The film version features three of the actors of the original hit Broadway production – Jean Adair, Josephine Hull and John Alexander.  Boris Karloff was also in this production, but he couldn’t be released, and so his part in the film was taken by Raymond Massey, made up to resemble Karloff’s most famous role, Frankenstein’s monster.  Bob Hope was originally considered for the part of Mortimer, but he was locked into a contract with Paramount Pictures, and so the part went to another rising star, Cary Grant.  

Although it is far from being Capra’s best film, Arsenic and Old Lace is a delight - a delicious concoction of madcap farce and macabre black comedy.  The film’s main assets are the beautifully understated performances from Jean Adair and Josephine Hull, who manage to persuade us that murdering lonely old bachelors is a perfectly respectable occupation for charitable old ladies.  Raymond Massey and Peter Lorre, by contrast, are infinitely more sinister and behave exactly as psychopathic killers ought to behave, albeit with a very subtle edge of pantomime campness which strangely heightens their Gothic horror creepiness.

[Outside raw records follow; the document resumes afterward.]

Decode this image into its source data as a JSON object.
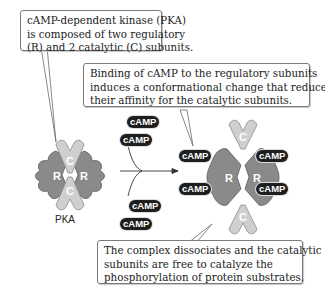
{
  "callouts": {
    "pka_composition": {
      "lines": [
        "cAMP-dependent kinase (PKA)",
        "is composed of two regulatory",
        "(R) and 2 catalytic (C) subunits."
      ]
    },
    "camp_binding": {
      "lines": [
        "Binding of cAMP to the regulatory subunits",
        "induces a conformational change that reduces",
        "their affinity for the catalytic subunits."
      ]
    },
    "dissociation": {
      "lines": [
        "The complex dissociates and the catalytic",
        "subunits are free to catalyze the",
        "phosphorylation of protein substrates."
      ]
    }
  },
  "labels": {
    "pka": "PKA",
    "regulatory_letter": "R",
    "catalytic_letter": "C"
  },
  "camp_tags": {
    "free_top": [
      "cAMP",
      "cAMP"
    ],
    "free_bottom": [
      "cAMP",
      "cAMP"
    ],
    "bound_left": [
      "cAMP",
      "cAMP"
    ],
    "bound_right": [
      "cAMP",
      "cAMP"
    ]
  },
  "colors": {
    "regulatory": "#8a8a8a",
    "catalytic": "#cfcfcf",
    "camp_badge": "#1e1e1e",
    "callout_border": "#7a7a7a"
  }
}
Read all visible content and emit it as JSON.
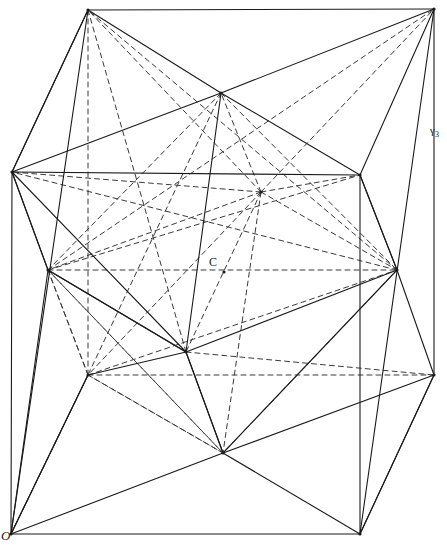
{
  "figure": {
    "background_color": "#ffffff",
    "stroke_color": "#1a1a1a",
    "dashed_color": "#3a3a3a",
    "width": 447,
    "height": 552,
    "labels": [
      {
        "id": "O",
        "text": "O",
        "x": 7,
        "y": 538,
        "style": "italic",
        "description": "origin-vertex-label"
      },
      {
        "id": "C",
        "text": "C",
        "x": 214,
        "y": 264,
        "style": "normal",
        "description": "center-point-label"
      },
      {
        "id": "gamma3",
        "text": "γ",
        "sub": "3",
        "x": 436,
        "y": 132,
        "style": "normal",
        "description": "gamma-three-label"
      }
    ],
    "points": {
      "A": {
        "x": 11,
        "y": 534,
        "name": "origin-O"
      },
      "B": {
        "x": 360,
        "y": 534,
        "name": "bottom-front-right"
      },
      "C2": {
        "x": 434,
        "y": 375,
        "name": "bottom-back-right"
      },
      "D": {
        "x": 88,
        "y": 375,
        "name": "bottom-back-left"
      },
      "E": {
        "x": 12,
        "y": 172,
        "name": "top-front-left"
      },
      "F": {
        "x": 360,
        "y": 175,
        "name": "top-front-right"
      },
      "G": {
        "x": 434,
        "y": 9,
        "name": "top-back-right"
      },
      "H": {
        "x": 88,
        "y": 10,
        "name": "top-back-left"
      },
      "M_top": {
        "x": 221,
        "y": 93,
        "name": "mid-top"
      },
      "M_bottom": {
        "x": 223,
        "y": 453,
        "name": "mid-bottom"
      },
      "M_left": {
        "x": 48,
        "y": 270,
        "name": "mid-left"
      },
      "M_right": {
        "x": 397,
        "y": 270,
        "name": "mid-right"
      },
      "M_front": {
        "x": 186,
        "y": 352,
        "name": "mid-front"
      },
      "M_back": {
        "x": 261,
        "y": 192,
        "name": "mid-back"
      },
      "Center": {
        "x": 224,
        "y": 272,
        "name": "center-C"
      }
    },
    "solid_edges": [
      [
        11,
        534,
        360,
        534
      ],
      [
        360,
        534,
        434,
        375
      ],
      [
        434,
        375,
        434,
        9
      ],
      [
        434,
        9,
        88,
        10
      ],
      [
        88,
        10,
        12,
        172
      ],
      [
        12,
        172,
        11,
        534
      ],
      [
        12,
        172,
        360,
        175
      ],
      [
        360,
        175,
        434,
        9
      ],
      [
        360,
        175,
        360,
        534
      ],
      [
        12,
        172,
        88,
        10
      ],
      [
        88,
        10,
        221,
        93
      ],
      [
        221,
        93,
        360,
        175
      ],
      [
        221,
        93,
        12,
        172
      ],
      [
        221,
        93,
        434,
        9
      ],
      [
        11,
        534,
        223,
        453
      ],
      [
        223,
        453,
        360,
        534
      ],
      [
        223,
        453,
        186,
        352
      ],
      [
        186,
        352,
        12,
        172
      ],
      [
        186,
        352,
        48,
        270
      ],
      [
        48,
        270,
        12,
        172
      ],
      [
        48,
        270,
        11,
        534
      ],
      [
        48,
        270,
        186,
        352
      ],
      [
        186,
        352,
        397,
        270
      ],
      [
        397,
        270,
        360,
        175
      ],
      [
        397,
        270,
        434,
        375
      ],
      [
        186,
        352,
        223,
        453
      ],
      [
        223,
        453,
        397,
        270
      ],
      [
        221,
        93,
        186,
        352
      ],
      [
        360,
        534,
        434,
        375
      ],
      [
        11,
        534,
        88,
        375
      ],
      [
        88,
        375,
        11,
        534
      ],
      [
        186,
        352,
        88,
        375
      ],
      [
        223,
        453,
        434,
        375
      ],
      [
        12,
        172,
        48,
        270
      ],
      [
        360,
        175,
        397,
        270
      ],
      [
        88,
        10,
        11,
        534
      ],
      [
        434,
        9,
        360,
        534
      ]
    ],
    "dashed_edges": [
      [
        88,
        10,
        88,
        375
      ],
      [
        88,
        375,
        434,
        375
      ],
      [
        88,
        375,
        48,
        270
      ],
      [
        48,
        270,
        397,
        270
      ],
      [
        48,
        270,
        88,
        375
      ],
      [
        261,
        192,
        88,
        10
      ],
      [
        261,
        192,
        434,
        9
      ],
      [
        261,
        192,
        12,
        172
      ],
      [
        261,
        192,
        360,
        175
      ],
      [
        261,
        192,
        48,
        270
      ],
      [
        261,
        192,
        397,
        270
      ],
      [
        261,
        192,
        186,
        352
      ],
      [
        261,
        192,
        223,
        453
      ],
      [
        261,
        192,
        221,
        93
      ],
      [
        261,
        192,
        88,
        375
      ],
      [
        221,
        93,
        48,
        270
      ],
      [
        221,
        93,
        397,
        270
      ],
      [
        221,
        93,
        88,
        375
      ],
      [
        223,
        453,
        88,
        375
      ],
      [
        223,
        453,
        48,
        270
      ],
      [
        11,
        534,
        88,
        375
      ],
      [
        88,
        375,
        223,
        453
      ],
      [
        88,
        375,
        397,
        270
      ],
      [
        48,
        270,
        434,
        9
      ],
      [
        48,
        270,
        360,
        175
      ],
      [
        397,
        270,
        88,
        10
      ],
      [
        397,
        270,
        12,
        172
      ],
      [
        186,
        352,
        434,
        375
      ],
      [
        186,
        352,
        88,
        10
      ],
      [
        48,
        270,
        223,
        453
      ],
      [
        397,
        270,
        223,
        453
      ]
    ]
  }
}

The only let down is Cary Grant’s way over-the-top performance, which must hold the record for the number of double takes in a single film.  Grant may have got away with such wide-eyed, arm-throwing over-acting in a stage production, but in a film it just looks silly and badly undermines the comedy.  Fortunately, the cumulative talent of the rest of the cast more than compensates for this histrionic excess.  Thanks to its menagerie of bizarre characters, its slick direction and weirdly black humour, Arsenic and Old Lace is a highly enjoyable film which stands up well to repeated viewings.